“Yes.” Killean may doubt that, but she didn’t.
“It’s so good to hear your voice.”
“Yours also. My mom? Is she okay? I lost sight of her after I was captured, and she wasn’t with us in that place.”
“She’s fine,” Kadence said. “She’s worried about you, but I’ll let her know we talked.”
“Oh, that’s wonderful.” Tears of joy filled Simone’s eyes. “Please tell her I love and miss her.”
“I will.”
They spoke for a few minutes more before she handed the phone back to Killean who talked with Ronan and hung up.
When his gaze returned to her, her shoulders went back. She didn’t want to fight with him anymore, but she was prepared to battle him until he got it through his thick skull that she wasn’t fragile. The silence extended into minutes while they gazed at each other.
“I can handle the darkness, Killean,” Simone finally said, “but I’m not sure you can handle letting go of your past enough to walk out of the shadows.”
With that, she turned away, gathered some clothes from one of the bags, and strode into the bathroom.
Chapter Twenty-Eight
Killean staredat the ceiling as he lay on the bed with his hands propped behind his head while he listened to Simone’s soft breaths. Rolling over, he gazed across the distance separating the two beds and at the curve of her back. They’d removed their socks and shoes, but both still wore their clothes in case they had to flee from here.
The last words she’d spoken to him ran on a constant loop in his mind.“I can handle the darkness, Killean, but I’m not sure you can handle letting go of your past enough to walk out of the shadows.”
What had she meant by that? How could he just walk away from the events that forged him into the man he was?
Suddenly, she rolled over and he found himself staring into her striking eyes. And just looking at her, for the first time in his life, he considered letting go of his past to embrace a future with her.
But how could he bind her to someone such as himself?
She was far too good for him. He’d been broken before he reached maturity and found himself seeking death; he was worse now.
“I know the stake missed your heart, but at seven you hadn’t fully matured yet, so how did you not bleed out?” Simone asked.
Simone braced herself for him to tell her to mind her own business, call her a dolly, or some other incensed reaction. Instead, he merely lay there, staring at her in a way that made her feel cherished though she had no reason to believe he would ever treasure her.
Killean debated answering her, but he’d already told her more than he’d intended, so he saw no reason not to reveal more.
“My uncle found me before I bled out,” Killean finally said. “He lived on the estate next to ours in England. And by next to ours, I mean his manor was an hour ride away by horseback. When my father didn’t arrive for their weekly card game, he came to check on us. He found me, barely clinging to life, and gave me his blood to save me.”
“What became of him?”
“Hunters killed him fifty years later. He was the last of my family.”
Simone held back the tears burning her eyes. His entire family had been wiped out in such a short amount of time, and by her kind. “I understand why you’ve hated my kind for so long, and what they did to you and your family was unforgivable, but things are changing between our sides. Those hunters didn’t know there were good vampires in the world and believed you were all evil.”
“The things those hunters did to my family, and me, makes some Savages look kind.
I wasn’t the only one they cut. They tortured us for hours.”
“Hunters don’t do those things.” Simone regretted the words as soon as they were out of her mouth; she felt a snapping in him from across the three feet separating them, and her denial was childish. He still bore the scars of what those hunters did to him, and they were only the ones she could see. She suspected his inner scars ran far deeper than the ones he wore for the world to see.
Killean sat up on the bed and set his feet on the floor. “You said you could handle the dark side, dolly, yet you’re denying what I’m telling you.”
Simone sat up too. “I can handle it. It’s just that hunters… we’re not… we’re…”
“What?” Killean asked when her voice trailed off. “You’re not evil? You’re the good guys? Perhaps, like vampires, many hunters mean well, but some of them are vicious bastards who hide behind the killing of vampires to unleash the rot inside their souls.” Lifting his hand, he ran his fingers along the scar on his face. “I still bear this, and the one on my chest, because I was so young the scars were forever etched onto me.”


§ TASK STATEMENT
The expected output is the complete listing, unchanged.

----- RECORDS FOR THIS TASK -----

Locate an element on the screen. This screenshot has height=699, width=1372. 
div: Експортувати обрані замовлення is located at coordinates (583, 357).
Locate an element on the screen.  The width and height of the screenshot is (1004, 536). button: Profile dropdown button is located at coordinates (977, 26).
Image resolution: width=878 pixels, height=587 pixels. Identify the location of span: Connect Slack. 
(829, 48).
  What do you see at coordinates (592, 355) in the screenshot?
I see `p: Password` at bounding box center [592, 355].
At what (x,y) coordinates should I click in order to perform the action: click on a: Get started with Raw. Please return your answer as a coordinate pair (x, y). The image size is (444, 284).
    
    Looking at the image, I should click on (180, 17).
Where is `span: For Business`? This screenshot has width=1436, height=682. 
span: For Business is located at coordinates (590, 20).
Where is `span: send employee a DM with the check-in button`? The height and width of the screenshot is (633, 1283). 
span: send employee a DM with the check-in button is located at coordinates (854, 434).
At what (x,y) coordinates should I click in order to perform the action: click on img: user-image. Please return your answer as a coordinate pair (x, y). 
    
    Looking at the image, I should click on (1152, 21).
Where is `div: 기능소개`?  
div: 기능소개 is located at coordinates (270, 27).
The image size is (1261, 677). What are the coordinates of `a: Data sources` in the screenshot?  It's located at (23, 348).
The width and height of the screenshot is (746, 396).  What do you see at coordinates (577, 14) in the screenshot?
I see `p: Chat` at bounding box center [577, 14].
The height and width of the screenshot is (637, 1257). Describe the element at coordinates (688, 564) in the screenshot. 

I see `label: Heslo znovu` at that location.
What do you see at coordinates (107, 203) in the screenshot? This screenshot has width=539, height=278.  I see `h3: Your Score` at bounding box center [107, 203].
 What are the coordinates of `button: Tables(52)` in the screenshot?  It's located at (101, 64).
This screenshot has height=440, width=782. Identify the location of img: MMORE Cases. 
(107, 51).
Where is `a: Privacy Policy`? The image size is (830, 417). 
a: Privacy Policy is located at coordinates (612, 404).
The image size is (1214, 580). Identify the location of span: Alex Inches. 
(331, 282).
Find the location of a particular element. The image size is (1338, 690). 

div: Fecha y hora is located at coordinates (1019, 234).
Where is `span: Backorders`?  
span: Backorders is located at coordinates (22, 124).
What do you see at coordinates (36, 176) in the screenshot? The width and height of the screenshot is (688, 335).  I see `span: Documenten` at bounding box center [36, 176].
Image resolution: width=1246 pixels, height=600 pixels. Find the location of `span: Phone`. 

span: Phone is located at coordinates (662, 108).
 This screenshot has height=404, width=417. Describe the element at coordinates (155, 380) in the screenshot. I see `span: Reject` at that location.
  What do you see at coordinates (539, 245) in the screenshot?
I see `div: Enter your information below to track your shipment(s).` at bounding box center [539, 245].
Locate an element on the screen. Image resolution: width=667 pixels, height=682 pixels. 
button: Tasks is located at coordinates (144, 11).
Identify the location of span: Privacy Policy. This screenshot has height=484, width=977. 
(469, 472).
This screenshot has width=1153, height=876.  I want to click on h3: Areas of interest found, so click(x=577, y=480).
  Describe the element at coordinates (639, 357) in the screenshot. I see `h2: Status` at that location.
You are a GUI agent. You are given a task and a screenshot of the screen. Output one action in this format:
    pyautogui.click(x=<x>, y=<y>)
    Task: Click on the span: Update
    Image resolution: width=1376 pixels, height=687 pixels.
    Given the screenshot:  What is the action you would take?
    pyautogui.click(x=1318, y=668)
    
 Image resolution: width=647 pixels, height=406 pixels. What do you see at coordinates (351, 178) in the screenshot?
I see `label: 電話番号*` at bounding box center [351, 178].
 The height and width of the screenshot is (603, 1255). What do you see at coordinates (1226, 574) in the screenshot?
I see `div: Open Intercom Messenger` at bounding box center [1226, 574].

-----

§ RESPONSE TO THE TASK
Locate an element on the screen. This screenshot has height=699, width=1372. 
div: Експортувати обрані замовлення is located at coordinates (583, 357).
Locate an element on the screen.  The width and height of the screenshot is (1004, 536). button: Profile dropdown button is located at coordinates (977, 26).
Image resolution: width=878 pixels, height=587 pixels. Identify the location of span: Connect Slack. 
(829, 48).
  What do you see at coordinates (592, 355) in the screenshot?
I see `p: Password` at bounding box center [592, 355].
At what (x,y) coordinates should I click in order to perform the action: click on a: Get started with Raw. Please return your answer as a coordinate pair (x, y). The image size is (444, 284).
    
    Looking at the image, I should click on (180, 17).
Where is `span: For Business`? This screenshot has width=1436, height=682. 
span: For Business is located at coordinates (590, 20).
Where is `span: send employee a DM with the check-in button`? The height and width of the screenshot is (633, 1283). 
span: send employee a DM with the check-in button is located at coordinates (854, 434).
At what (x,y) coordinates should I click in order to perform the action: click on img: user-image. Please return your answer as a coordinate pair (x, y). 
    
    Looking at the image, I should click on (1152, 21).
Where is `div: 기능소개`?  
div: 기능소개 is located at coordinates (270, 27).
The image size is (1261, 677). What are the coordinates of `a: Data sources` in the screenshot?  It's located at (23, 348).
The width and height of the screenshot is (746, 396).  What do you see at coordinates (577, 14) in the screenshot?
I see `p: Chat` at bounding box center [577, 14].
The height and width of the screenshot is (637, 1257). Describe the element at coordinates (688, 564) in the screenshot. 

I see `label: Heslo znovu` at that location.
What do you see at coordinates (107, 203) in the screenshot? This screenshot has width=539, height=278.  I see `h3: Your Score` at bounding box center [107, 203].
 What are the coordinates of `button: Tables(52)` in the screenshot?  It's located at (101, 64).
This screenshot has height=440, width=782. Identify the location of img: MMORE Cases. 
(107, 51).
Where is `a: Privacy Policy`? The image size is (830, 417). 
a: Privacy Policy is located at coordinates (612, 404).
The image size is (1214, 580). Identify the location of span: Alex Inches. 
(331, 282).
Find the location of a particular element. The image size is (1338, 690). 

div: Fecha y hora is located at coordinates (1019, 234).
Where is `span: Backorders`?  
span: Backorders is located at coordinates (22, 124).
What do you see at coordinates (36, 176) in the screenshot? The width and height of the screenshot is (688, 335).  I see `span: Documenten` at bounding box center [36, 176].
Image resolution: width=1246 pixels, height=600 pixels. Find the location of `span: Phone`. 

span: Phone is located at coordinates (662, 108).
 This screenshot has height=404, width=417. Describe the element at coordinates (155, 380) in the screenshot. I see `span: Reject` at that location.
  What do you see at coordinates (539, 245) in the screenshot?
I see `div: Enter your information below to track your shipment(s).` at bounding box center [539, 245].
Locate an element on the screen. Image resolution: width=667 pixels, height=682 pixels. 
button: Tasks is located at coordinates (144, 11).
Identify the location of span: Privacy Policy. This screenshot has height=484, width=977. 
(469, 472).
This screenshot has width=1153, height=876.  I want to click on h3: Areas of interest found, so click(x=577, y=480).
  Describe the element at coordinates (639, 357) in the screenshot. I see `h2: Status` at that location.
You are a GUI agent. You are given a task and a screenshot of the screen. Output one action in this format:
    pyautogui.click(x=<x>, y=<y>)
    Task: Click on the span: Update
    Image resolution: width=1376 pixels, height=687 pixels.
    Given the screenshot:  What is the action you would take?
    pyautogui.click(x=1318, y=668)
    
 Image resolution: width=647 pixels, height=406 pixels. What do you see at coordinates (351, 178) in the screenshot?
I see `label: 電話番号*` at bounding box center [351, 178].
 The height and width of the screenshot is (603, 1255). What do you see at coordinates (1226, 574) in the screenshot?
I see `div: Open Intercom Messenger` at bounding box center [1226, 574].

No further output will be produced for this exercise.